Sambourne built up a photographic library of poses and postures to help nail his cartoons. He was a pioneer of self-photography, capturing himself in the costumes he would later sketch for magazines like Punch. One of Sambourne's descendants described him as 'grandfather of the selfie'. Here he is:

Costume seems to have been lower down the agenda whenever Sambourne photographed a young, female model. These may have been handy when the artist had to draw classical nymphs or other naked characters but, as the museum's website notes, 'there are far more photos of girls in various stages of undress than were strictly necessary and most of these were never used in his work'.

A selection of the prints are displayed in the bathroom, which doubled as a dark room.

To be clear, Sambourne's photography was in a long tradition of drawing, and later photographing, the female nude. He considered these images to be works of art in their own right. At least that's what he said. It's telling that the nudey photos were always taken during his wife's absence. Ahem.

There are, no doubt, even steamier bathrooms around town, but we just don't get invited to those kinds of parties.

It would be remiss to focus solely on this benuded bathroom, for 18 Stafford Terrace has much else worth seeing. The house is a dazzling example of Victorian over-the-topistry (or 'middle-class aestheticism' as the more-learned might put it).

Each room is a riot of ornament, with William Morris wallpaper and enough framed artworks to pull down flimsier walls.

There is a *lot* of stuff here, much of it unmoved since Sambourne's time.

It's a house full of surprises, even before you reach the bathroom.

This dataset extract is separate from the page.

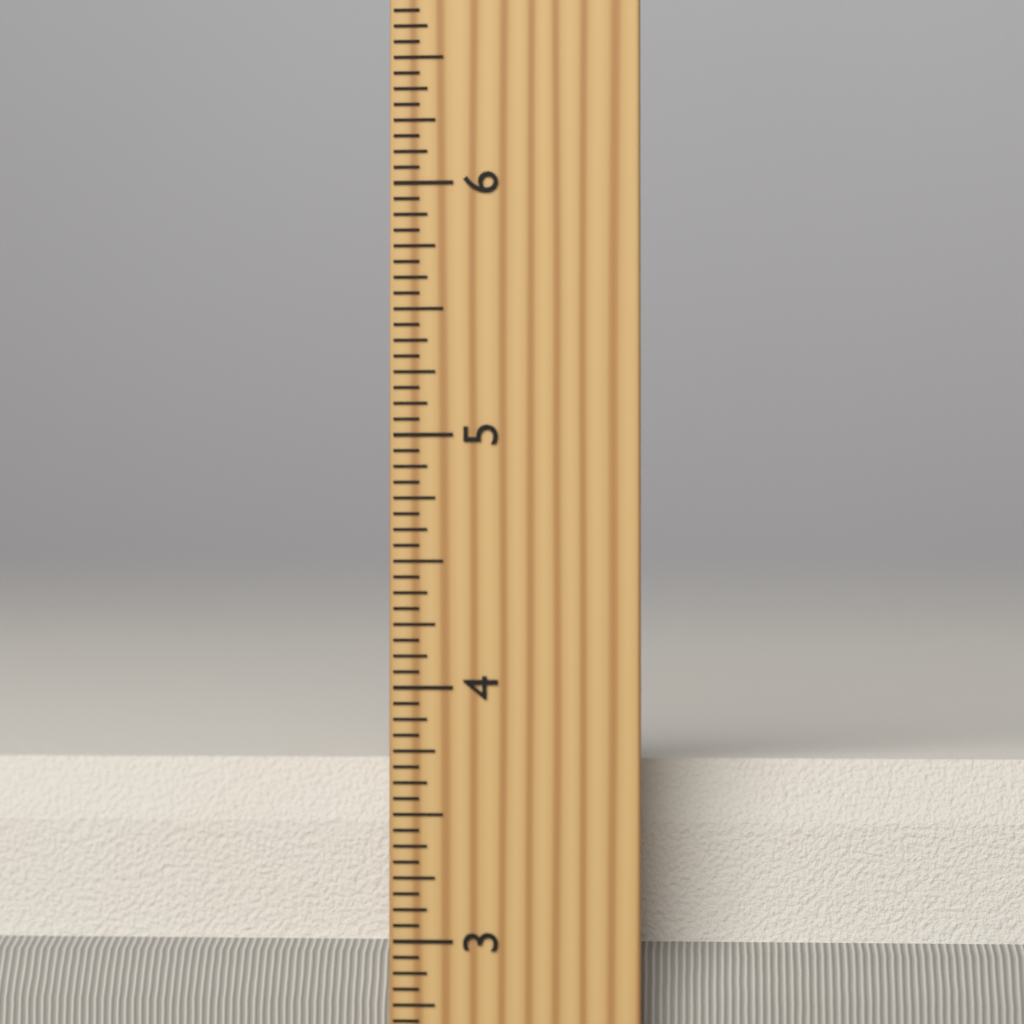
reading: 3.6875 inch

The house is now taking bookings for conventional and costumed guided tours from September 2017. Naked, candlelit tours are sadly only available in our imagination.

18 Stafford Terrace, W8 7BH. Nearest tube: Kensington High Street.

Image credits. Vintage photography courtesy of Worcester Museum. Colour photography by Justin Barton for the Royal Borough of Kensington and Chelsea.